Making a material difference

When Cherry A. Murray, dean of the Harvard’s School of Engineering and Applied Sciences (SEAS), visited the School for her first meet-and-greet in April 2009, she delivered a tribute to materials. The future, she argued, was right below our feet.

The audience responded warmly, but with puzzlement. What about the grand promise of engineering solutions to energy and global health concerns? What about pushing the frontiers of computing and biology? What about cool concepts such as flying cars, time travel, and robots?

After exploring the work of David Clarke, appointed Gordon McKay Professor of Materials in January 2009, her due deference to the elements becomes clearer.

Echoing the ads for chemical giant BASF, while Clarke may not make novel gadgets or rewrite the laws of physics, he does help researchers make the things that they do … better.

British by birth and education, the materials scientist began his career by working on measurement standards at the National Physical Laboratory. While pursuing his Ph.D., he discovered ceramics.

“The word ceramics is often a misleading one, because people think of ‘white wears,’” said Clarke, referring to the ghostly molds lining the shelves of paint-your-own-pottery stores. “I’m interested in high-temperature oxide materials, or compounds that are similar to many minerals. Ceramics are really a materials class of their own, even though their name is not so exciting.”

The ceramics that Clarke deals with can withstand extremely high temperatures, and some varieties even exhibit excellent electrical conductivity akin to metals such as copper.

He points out that such materials are the basis for solid oxide fuels cells, a technology that could transform how automobiles are powered. In fact, many past and present advances in ceramics stem from a desire to improve the efficiency of moving people and information from place to place.

Clarke’s decision to cross the Atlantic to experience a different research environment in the United States may be a prescient example. By looking out the plane’s window at the turbines, he could have seen his future humming back at him.

After a postdoctoral fellowship at the University of California, Berkeley, he ended up at Rockwell International, the aviation and rocket giant.

Clarke and fellow researchers discovered that the hard ceramic with a high-temperature tolerance was ideal for the blades inside aircraft engines because of its featherlike weight and durability.

Materials laid the path, again, for his next venture, as he switched from aviation to information. He landed at IBM Research in the 1970s.

Clarke then left the industrial research sector, going first to Massachusetts Institute of Technology and then to the University of California, Santa Barbara.

He decided to come to SEAS in large part for the opportunity to be amid a small, dedicated community of researchers. The aim now, as Murray pointed out during her initial SEAS visit, is to build on what is already known. For example, the p-n junction (the gap that led to the transistor) discovered in 1939 is still paying dividends. The same approach, said Clarke, also will help to tackle “big problems” such as energy.

“We know a lot about the elements and the bindings of materials. But when we get into the really complex materials, we know very little. This is really the frontier of research,” said Clarke.

To encourage surprises, he teaches a freshman seminar called “Materials, Energy, and Society,” a lab course focused on the nature of materials. He asks students to consider hulking wind turbine towers. Performance and efficiency depend on the size of the blades, which in turn depend on their composition. To have sufficiently large and stiff blades requires composite materials.

The first blades used to capture wind energy were made of basic, lightweight balsa wood. You have everything you need right here, he hints to his students, to make a more efficient turbine. With ingenuity, he suggests, you can transform the way the blade — and hence the world — go round.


▸ The problem:
Scan the entries below, and for each line that includes the word "screenshot", make a copy.

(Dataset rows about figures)
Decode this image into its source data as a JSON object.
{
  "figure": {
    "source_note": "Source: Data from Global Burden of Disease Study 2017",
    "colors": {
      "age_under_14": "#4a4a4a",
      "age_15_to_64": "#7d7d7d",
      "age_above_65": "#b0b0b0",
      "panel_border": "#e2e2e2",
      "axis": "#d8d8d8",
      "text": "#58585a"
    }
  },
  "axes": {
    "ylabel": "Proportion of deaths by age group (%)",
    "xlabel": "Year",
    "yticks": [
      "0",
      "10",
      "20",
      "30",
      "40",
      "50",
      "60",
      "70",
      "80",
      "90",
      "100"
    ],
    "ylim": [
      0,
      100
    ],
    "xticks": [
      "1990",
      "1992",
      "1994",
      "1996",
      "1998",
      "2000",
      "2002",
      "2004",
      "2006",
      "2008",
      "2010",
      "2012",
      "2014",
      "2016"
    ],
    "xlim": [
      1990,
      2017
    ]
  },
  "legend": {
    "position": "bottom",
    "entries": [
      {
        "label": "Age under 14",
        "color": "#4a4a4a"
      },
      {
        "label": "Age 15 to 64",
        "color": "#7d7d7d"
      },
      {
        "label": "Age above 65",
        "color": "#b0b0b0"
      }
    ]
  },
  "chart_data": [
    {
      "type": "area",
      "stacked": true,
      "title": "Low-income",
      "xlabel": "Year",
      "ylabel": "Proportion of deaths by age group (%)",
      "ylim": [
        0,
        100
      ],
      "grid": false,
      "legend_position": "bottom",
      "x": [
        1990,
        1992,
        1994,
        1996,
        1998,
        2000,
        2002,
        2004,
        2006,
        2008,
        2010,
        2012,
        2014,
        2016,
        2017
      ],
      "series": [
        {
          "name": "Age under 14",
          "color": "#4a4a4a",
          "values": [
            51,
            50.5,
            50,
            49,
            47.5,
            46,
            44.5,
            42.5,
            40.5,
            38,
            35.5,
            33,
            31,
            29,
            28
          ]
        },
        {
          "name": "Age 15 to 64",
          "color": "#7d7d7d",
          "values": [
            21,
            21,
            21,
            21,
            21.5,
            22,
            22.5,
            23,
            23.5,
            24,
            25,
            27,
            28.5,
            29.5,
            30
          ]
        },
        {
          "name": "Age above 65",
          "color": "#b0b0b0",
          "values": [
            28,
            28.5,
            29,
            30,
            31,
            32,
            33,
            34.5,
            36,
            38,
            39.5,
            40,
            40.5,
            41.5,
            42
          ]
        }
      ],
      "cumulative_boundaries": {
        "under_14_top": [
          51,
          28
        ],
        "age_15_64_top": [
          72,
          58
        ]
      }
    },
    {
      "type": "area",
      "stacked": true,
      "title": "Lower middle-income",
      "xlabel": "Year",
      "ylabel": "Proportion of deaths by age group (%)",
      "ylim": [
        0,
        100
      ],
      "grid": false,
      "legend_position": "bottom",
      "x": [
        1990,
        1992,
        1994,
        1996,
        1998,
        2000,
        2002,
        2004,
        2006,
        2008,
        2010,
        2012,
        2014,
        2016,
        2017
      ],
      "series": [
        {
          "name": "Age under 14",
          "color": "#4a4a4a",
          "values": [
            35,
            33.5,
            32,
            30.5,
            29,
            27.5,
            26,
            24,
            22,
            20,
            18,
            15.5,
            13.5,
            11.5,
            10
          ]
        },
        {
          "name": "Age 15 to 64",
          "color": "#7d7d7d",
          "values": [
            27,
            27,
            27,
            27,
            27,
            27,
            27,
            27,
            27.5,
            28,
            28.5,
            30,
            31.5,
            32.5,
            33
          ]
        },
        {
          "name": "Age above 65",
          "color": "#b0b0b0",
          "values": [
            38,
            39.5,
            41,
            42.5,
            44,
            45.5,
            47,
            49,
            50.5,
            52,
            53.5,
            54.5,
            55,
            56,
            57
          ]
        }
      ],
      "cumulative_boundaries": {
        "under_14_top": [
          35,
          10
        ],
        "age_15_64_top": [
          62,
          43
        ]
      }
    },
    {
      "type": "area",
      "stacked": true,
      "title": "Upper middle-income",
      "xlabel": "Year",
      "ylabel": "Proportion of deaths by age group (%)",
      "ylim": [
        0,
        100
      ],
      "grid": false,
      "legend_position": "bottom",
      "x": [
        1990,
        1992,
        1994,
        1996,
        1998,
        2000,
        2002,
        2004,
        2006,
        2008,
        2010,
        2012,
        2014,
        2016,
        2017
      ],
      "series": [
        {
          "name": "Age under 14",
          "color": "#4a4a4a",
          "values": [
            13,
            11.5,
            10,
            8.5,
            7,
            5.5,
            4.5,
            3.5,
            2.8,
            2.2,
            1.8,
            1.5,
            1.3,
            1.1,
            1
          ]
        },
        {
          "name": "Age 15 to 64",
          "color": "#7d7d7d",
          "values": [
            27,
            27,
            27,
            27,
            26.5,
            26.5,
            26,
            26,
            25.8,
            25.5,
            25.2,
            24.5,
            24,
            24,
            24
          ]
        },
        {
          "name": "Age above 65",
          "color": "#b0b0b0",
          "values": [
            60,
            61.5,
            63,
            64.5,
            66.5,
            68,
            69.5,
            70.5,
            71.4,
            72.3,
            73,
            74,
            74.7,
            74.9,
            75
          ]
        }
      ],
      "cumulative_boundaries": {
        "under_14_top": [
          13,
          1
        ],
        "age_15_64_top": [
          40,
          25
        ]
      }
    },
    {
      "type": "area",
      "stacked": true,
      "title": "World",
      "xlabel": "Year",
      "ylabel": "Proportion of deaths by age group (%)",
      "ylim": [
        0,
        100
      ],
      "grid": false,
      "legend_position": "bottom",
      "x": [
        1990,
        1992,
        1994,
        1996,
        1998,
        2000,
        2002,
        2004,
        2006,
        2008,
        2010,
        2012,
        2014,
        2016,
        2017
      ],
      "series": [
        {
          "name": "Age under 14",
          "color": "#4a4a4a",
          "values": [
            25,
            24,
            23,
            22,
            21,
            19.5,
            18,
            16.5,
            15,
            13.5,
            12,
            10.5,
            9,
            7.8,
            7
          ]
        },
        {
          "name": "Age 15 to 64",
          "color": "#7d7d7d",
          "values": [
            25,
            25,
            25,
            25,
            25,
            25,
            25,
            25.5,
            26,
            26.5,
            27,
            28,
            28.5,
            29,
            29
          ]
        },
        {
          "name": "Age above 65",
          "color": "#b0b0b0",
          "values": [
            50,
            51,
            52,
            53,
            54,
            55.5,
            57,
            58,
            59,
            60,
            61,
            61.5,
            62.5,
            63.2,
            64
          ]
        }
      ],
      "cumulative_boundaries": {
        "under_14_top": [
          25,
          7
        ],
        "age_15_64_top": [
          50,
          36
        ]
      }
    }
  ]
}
...
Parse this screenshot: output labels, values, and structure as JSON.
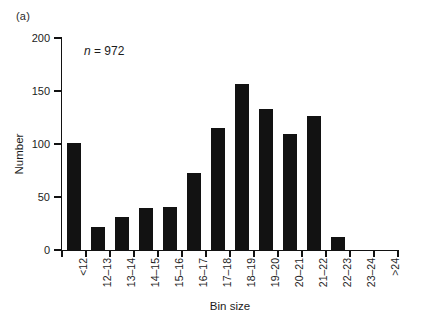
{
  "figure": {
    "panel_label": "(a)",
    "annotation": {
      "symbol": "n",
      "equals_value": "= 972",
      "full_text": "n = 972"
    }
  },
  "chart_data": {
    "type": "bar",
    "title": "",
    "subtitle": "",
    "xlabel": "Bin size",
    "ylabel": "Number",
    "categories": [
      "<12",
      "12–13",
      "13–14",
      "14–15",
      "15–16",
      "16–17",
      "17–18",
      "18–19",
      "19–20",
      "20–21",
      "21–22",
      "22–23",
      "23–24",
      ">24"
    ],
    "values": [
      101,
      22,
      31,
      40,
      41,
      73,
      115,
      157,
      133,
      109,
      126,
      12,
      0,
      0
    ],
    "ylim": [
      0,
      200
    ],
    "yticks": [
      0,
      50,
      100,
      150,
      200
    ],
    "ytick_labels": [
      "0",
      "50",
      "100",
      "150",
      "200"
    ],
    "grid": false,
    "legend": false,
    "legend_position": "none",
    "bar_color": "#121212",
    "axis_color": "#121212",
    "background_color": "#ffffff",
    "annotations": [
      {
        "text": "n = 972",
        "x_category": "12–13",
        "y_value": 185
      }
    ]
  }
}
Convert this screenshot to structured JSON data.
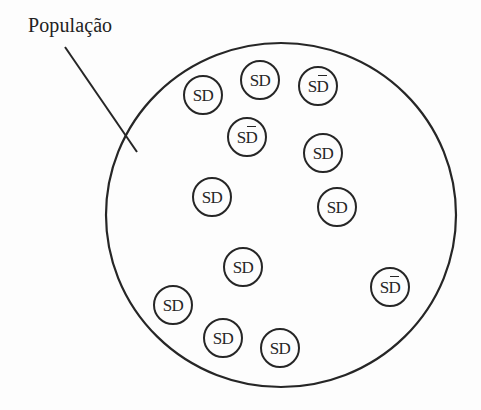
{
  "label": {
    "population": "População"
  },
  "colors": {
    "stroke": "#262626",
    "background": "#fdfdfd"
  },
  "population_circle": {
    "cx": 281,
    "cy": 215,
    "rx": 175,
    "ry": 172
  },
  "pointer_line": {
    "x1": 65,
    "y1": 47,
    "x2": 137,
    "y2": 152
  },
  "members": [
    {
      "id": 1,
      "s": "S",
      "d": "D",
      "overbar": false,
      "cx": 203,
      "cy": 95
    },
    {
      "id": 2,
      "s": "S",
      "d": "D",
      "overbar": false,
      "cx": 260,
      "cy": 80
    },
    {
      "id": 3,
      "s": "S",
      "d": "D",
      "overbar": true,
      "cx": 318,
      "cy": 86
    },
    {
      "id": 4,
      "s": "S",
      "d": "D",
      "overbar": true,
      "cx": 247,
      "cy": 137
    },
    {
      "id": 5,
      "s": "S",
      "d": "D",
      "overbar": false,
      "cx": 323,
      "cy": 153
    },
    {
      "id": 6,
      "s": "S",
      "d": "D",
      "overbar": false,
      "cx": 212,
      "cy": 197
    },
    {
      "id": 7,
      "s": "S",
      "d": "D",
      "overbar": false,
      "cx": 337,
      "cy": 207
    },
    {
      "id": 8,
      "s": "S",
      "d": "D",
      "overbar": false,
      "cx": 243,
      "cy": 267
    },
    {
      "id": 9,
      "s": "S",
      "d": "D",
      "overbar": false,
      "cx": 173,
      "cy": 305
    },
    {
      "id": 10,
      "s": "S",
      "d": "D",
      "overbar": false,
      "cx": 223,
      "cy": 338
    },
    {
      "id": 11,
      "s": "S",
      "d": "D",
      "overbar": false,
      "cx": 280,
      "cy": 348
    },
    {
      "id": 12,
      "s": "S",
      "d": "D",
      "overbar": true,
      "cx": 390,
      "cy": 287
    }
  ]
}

▸ Reply:
Parse this screenshot: output labels, values, and structure as JSON.
Convert this screenshot to structured JSON data.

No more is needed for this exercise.